Slowly you wade in a running brook,
Extinguishing its sounds 

-verse on Case #6, Blue Cliff Record, “Every day is a good day.”

At the foot of the hill, down from Panola Ridge, runs Drowning Creek, a medium sized stream that opens into the Kentucky River 8 miles downstream. It is said, as it is said about every creek, mountain, and small town hereabouts, Daniel Boone once camped here as he opened Kentucky to encroaching settlement. Drowning Creek is a typical Central/Eastern Kentucky Creek with a limestone creek bed, opening into small pools along its course. And as I get to know the topography of the area, I notice the Creek is always changing. So, too, the creek of my life, always changing. There is an old Christian hymn replete with creekside imagery, “My life flows on in endless song.”

Seasons and Change

Each season brings a change. The creek diminishes to a mere trickle in the summer time and in the Fall leaves flow downstream getting caught up in branches along the way; winter brings ice with water flowing beneath the surface and in Spring Drowning Creek leaves its banks inundating nearby fields. And of course, Drowning Creek changes moment by moment. Each time I hike down the hill, across the old railroad grade (another story) to the creek it is a different creek. As I slowly wade into the water it is never the same water. Drowning Creek, any flowing brook is change.

Wade In the Water

Underground Railroad conductor, Harriet Tubman, used the old spiritual “Wade in the Water” to encourage her passengers to get off the trail and into the creek to elude slavecatchers and Bloodhounds. Whether it is the slow trickle of summer or the deluge of spring, to wade in the water is to no longer hold yourself apart from life but to be in it, soaked through, no separation. Having stepped off the well trodden path you are life’s constant change. You move as life moves. To wade in the water is to awaken, to find yourself in the midst — the creek as it cascades, water over rock, each moment new. In the midst of life’s floods – joy, sadness, love and loneliness; in the frozen moments of not knowing what to do, or how to be, you are here in life. Here you find the Grace of each moment rising to meet you, the path not mapped out, but flowing and ever-changing. And you are a part of that.

Extinguishing the Sound

If I am immersed, fully in, present in each moment, not separate from any thing, how can a sound apart from that intrude? What sound might I extinguish? Or brought in closer to my day to day, the car breaks down, where is the problem? I have an argument with a close friend, how could this be wrong? In emptiness, in the fullness of here, where is this external sound that needs to extinguished? Therefore, wading through the water, I extinguish the sound. Here’s another: Bodhidharma sends Huike off in pursuit of his mind:

Huike said to Bodhidharma, “My mind is anxious. Please pacify it.”
Bodhidharma replied, “Bring me your mind, and I will pacify it.”
Huike said, “Although I’ve sought it, I cannot find it.”
“There,” Bodhidharma replied, “I have pacified your mind.”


The string "Securities" appears in some lines of the entries that follow; copy each such line.
§
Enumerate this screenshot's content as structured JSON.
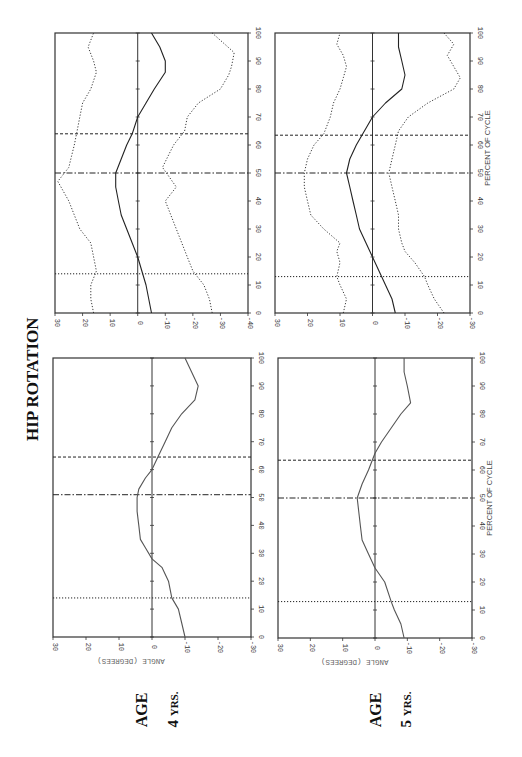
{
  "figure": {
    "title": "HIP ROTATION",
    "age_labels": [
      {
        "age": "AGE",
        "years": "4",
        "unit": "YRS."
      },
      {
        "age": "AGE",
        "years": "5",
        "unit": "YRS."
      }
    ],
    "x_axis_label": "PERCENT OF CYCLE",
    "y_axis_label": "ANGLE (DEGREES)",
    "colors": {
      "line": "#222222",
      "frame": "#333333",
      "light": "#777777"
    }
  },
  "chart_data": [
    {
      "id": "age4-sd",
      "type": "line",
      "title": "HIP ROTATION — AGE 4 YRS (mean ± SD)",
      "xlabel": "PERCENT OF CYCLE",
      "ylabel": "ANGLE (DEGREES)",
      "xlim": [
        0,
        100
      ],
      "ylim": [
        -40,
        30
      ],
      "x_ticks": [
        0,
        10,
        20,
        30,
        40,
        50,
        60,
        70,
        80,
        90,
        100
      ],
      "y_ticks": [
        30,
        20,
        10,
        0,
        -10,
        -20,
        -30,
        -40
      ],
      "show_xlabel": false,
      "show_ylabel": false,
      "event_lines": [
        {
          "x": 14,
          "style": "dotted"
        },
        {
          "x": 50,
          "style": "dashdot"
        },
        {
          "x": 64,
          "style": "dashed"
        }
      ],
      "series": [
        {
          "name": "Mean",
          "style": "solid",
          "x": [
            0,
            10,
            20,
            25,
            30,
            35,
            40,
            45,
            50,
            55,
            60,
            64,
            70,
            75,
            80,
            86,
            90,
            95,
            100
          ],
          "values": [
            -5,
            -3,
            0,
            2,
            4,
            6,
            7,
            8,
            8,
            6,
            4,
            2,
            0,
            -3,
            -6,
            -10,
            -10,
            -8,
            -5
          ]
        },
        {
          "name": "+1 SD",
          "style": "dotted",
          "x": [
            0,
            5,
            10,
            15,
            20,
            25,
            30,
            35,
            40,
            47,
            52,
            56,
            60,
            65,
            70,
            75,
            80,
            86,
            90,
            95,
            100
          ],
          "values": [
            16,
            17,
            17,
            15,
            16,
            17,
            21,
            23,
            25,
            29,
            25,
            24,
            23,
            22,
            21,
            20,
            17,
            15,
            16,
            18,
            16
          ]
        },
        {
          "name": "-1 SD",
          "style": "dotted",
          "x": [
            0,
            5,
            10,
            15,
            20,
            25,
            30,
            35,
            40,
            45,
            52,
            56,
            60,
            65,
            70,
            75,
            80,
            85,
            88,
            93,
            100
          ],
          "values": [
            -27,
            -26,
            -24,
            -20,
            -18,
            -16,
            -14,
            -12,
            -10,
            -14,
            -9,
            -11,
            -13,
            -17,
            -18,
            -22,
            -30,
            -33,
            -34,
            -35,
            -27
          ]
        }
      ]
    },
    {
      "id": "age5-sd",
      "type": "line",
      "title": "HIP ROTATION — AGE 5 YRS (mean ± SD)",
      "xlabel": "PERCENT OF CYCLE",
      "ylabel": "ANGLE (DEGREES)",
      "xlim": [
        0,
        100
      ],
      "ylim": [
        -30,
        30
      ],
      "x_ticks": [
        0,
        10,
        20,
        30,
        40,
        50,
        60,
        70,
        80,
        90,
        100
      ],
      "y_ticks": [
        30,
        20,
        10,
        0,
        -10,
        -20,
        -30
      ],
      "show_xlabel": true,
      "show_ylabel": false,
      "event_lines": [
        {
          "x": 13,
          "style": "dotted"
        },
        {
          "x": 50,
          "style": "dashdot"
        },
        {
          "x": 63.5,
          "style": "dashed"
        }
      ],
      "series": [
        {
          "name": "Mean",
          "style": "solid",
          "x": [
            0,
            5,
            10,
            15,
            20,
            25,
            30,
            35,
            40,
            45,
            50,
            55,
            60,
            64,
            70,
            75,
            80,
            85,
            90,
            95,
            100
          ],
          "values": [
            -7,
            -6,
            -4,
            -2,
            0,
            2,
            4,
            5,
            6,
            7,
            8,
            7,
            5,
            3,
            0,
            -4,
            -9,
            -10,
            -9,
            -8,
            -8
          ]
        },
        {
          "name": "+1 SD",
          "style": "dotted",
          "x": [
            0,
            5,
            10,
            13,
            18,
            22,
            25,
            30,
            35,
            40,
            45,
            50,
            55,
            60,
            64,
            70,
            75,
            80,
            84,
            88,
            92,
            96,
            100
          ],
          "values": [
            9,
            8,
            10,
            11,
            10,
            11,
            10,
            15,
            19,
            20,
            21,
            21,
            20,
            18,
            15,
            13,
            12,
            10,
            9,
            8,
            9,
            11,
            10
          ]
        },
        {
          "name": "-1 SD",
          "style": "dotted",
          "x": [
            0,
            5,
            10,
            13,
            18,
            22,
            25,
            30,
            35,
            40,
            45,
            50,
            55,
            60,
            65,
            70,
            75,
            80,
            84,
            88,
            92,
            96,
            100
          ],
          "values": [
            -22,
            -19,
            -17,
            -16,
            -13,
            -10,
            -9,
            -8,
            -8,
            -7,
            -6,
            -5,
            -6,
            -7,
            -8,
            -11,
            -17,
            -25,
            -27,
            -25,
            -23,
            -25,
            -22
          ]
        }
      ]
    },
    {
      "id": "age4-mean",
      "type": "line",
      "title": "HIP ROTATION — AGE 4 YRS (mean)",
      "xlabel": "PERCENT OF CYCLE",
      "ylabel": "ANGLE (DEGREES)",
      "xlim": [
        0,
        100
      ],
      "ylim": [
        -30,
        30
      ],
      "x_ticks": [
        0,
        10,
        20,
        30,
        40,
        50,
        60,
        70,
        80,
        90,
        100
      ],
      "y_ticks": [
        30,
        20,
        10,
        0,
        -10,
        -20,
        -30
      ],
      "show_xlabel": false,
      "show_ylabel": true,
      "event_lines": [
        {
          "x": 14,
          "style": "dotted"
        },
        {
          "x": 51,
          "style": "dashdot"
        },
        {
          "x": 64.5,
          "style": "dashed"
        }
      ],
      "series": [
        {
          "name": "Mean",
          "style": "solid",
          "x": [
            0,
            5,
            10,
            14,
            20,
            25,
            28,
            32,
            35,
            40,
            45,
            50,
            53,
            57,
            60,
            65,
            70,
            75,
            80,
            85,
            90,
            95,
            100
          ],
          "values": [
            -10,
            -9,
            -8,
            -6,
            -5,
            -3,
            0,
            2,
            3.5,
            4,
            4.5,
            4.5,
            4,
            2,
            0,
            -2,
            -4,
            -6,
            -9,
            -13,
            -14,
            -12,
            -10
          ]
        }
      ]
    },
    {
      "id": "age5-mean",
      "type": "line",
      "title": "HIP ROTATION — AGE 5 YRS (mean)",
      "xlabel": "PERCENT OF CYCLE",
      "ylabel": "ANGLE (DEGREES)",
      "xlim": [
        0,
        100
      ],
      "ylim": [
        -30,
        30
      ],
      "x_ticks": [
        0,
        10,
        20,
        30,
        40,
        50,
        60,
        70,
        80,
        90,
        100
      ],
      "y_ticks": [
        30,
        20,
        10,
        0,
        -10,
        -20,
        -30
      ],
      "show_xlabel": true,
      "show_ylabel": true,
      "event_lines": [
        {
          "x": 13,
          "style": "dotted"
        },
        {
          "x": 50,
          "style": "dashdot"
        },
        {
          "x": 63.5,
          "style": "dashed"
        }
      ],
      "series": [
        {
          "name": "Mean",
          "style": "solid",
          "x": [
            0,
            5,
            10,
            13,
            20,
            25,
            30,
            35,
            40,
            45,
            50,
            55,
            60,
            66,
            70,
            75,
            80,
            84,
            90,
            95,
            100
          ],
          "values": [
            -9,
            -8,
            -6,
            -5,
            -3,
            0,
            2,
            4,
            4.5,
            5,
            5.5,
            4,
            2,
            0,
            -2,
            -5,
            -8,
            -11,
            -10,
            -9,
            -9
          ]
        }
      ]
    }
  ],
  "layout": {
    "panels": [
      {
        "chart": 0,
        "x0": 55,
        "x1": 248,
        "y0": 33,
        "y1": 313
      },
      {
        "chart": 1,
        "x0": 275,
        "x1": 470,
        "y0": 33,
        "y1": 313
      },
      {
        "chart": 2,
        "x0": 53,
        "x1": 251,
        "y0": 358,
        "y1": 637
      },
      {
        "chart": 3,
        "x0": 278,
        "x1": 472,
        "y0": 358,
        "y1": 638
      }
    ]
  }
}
§
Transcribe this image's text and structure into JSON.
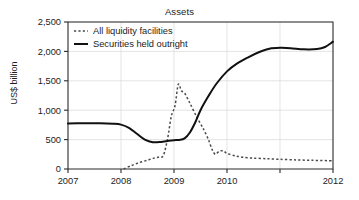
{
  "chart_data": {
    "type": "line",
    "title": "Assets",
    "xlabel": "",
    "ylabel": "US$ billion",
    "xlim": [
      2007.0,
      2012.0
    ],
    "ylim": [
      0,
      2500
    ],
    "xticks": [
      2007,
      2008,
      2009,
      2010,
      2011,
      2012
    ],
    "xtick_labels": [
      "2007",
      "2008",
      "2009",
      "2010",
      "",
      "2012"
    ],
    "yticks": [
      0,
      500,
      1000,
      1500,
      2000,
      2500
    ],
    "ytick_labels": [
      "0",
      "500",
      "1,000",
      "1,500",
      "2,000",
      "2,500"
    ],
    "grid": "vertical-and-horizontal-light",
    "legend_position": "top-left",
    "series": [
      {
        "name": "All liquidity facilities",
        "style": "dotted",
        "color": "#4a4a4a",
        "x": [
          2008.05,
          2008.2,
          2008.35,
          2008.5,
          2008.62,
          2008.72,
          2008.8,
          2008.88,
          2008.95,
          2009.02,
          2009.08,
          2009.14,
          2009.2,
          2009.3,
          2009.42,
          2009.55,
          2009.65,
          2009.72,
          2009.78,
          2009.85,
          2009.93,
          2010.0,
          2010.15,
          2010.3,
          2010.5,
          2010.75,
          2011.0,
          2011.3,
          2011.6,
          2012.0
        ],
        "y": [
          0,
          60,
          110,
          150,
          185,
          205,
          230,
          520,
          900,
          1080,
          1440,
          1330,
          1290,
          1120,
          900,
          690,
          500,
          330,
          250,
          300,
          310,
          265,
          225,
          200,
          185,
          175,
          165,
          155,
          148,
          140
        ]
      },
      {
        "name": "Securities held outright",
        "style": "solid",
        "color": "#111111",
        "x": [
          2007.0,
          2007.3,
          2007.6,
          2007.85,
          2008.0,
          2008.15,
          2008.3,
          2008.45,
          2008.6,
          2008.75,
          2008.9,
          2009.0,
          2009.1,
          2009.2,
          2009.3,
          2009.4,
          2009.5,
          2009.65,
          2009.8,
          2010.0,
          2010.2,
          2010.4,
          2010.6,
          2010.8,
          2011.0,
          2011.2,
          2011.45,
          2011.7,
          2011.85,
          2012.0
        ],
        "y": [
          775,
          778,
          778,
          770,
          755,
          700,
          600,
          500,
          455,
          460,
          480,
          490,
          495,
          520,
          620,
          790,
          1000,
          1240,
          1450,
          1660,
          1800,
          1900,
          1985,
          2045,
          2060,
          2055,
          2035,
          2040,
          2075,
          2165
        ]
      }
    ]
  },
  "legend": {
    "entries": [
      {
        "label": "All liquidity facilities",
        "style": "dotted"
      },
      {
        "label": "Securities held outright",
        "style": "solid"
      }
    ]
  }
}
§
Solution below |
        "name": "Securities held outright",
        "label": "Securities held outright",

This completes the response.